Andy Pag, of London, and his co-driver John Grimshaw, of Poole in Dorset, were leaving Mr Grimshaw's home town on a cross channel ferry on Friday.

They are travelling in a Ford Iveco Cargo lorry powered by fuel that began life as chocolate, in a bid to raise awareness of green fuels.

The 4,500 mile (7250km) trip across the Sahara should take about three weeks.

The pair will take a small processing unit with them to convert waste oil products into fuel, which they will then donate to an African charity, along with the lorry.
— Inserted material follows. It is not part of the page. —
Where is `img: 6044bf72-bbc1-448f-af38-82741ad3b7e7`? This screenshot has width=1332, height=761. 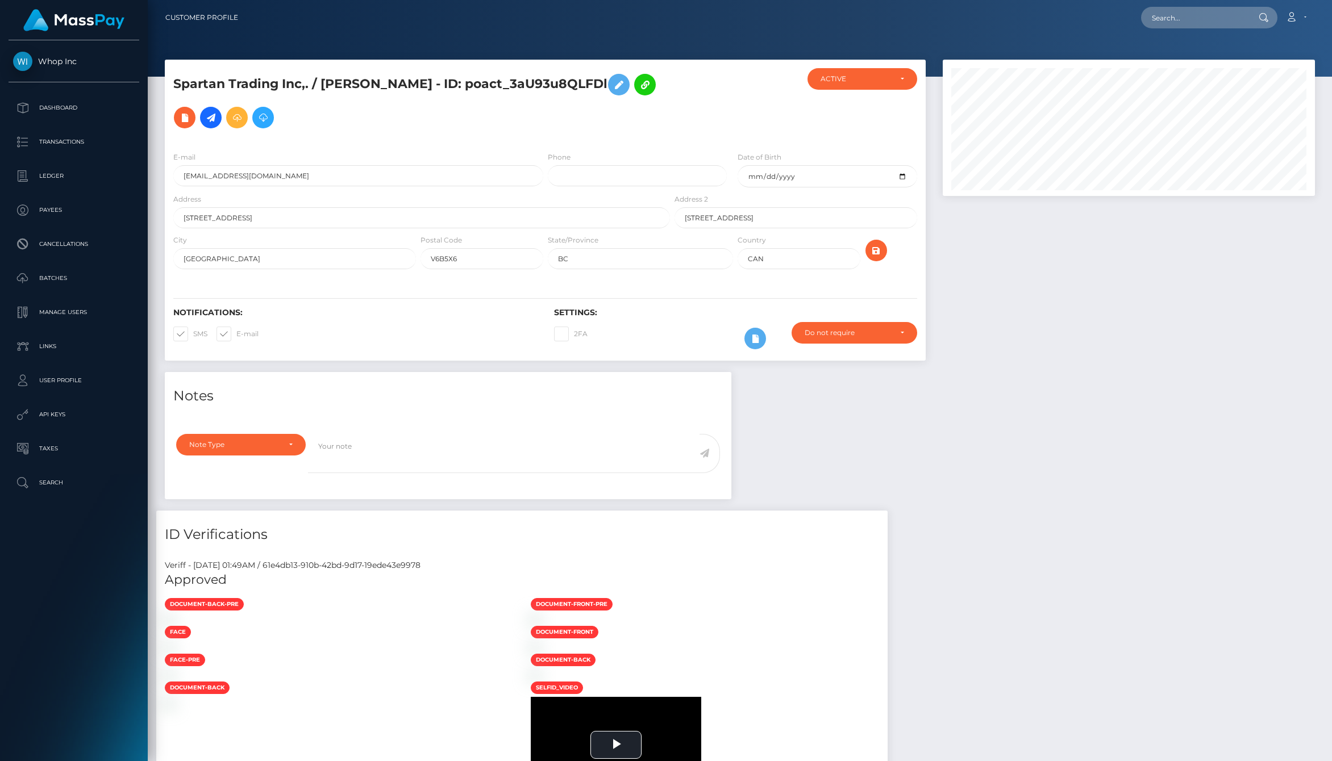
img: 6044bf72-bbc1-448f-af38-82741ad3b7e7 is located at coordinates (169, 703).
If we can make it [to Timbuktu] with bio-fuel there's no reason why motorists can't use it on the school run or on their commute to work
Andy Pag
They are taking 2,000 litres (454 gallons) of bio-diesel made from 4,000kg (8,818lb) of chocolate misshapes, the equivalent of 80,000 chocolate bars, to fuel their adventure.

But they will not be able to dip into their tank if they feel peckish as the bio-diesel does not look or smell like chocolate.

The fuel is made from cocoa butter, which has been extracted from the waste chocolate.

The pair will begin their journey by driving through France and Spain and then catch another ferry to Morocco.

Mr Pag, who is 34 and from Croydon, and 39-year-old Mr Grimshaw, an electrician, will then cross the length of the country to Mauritania.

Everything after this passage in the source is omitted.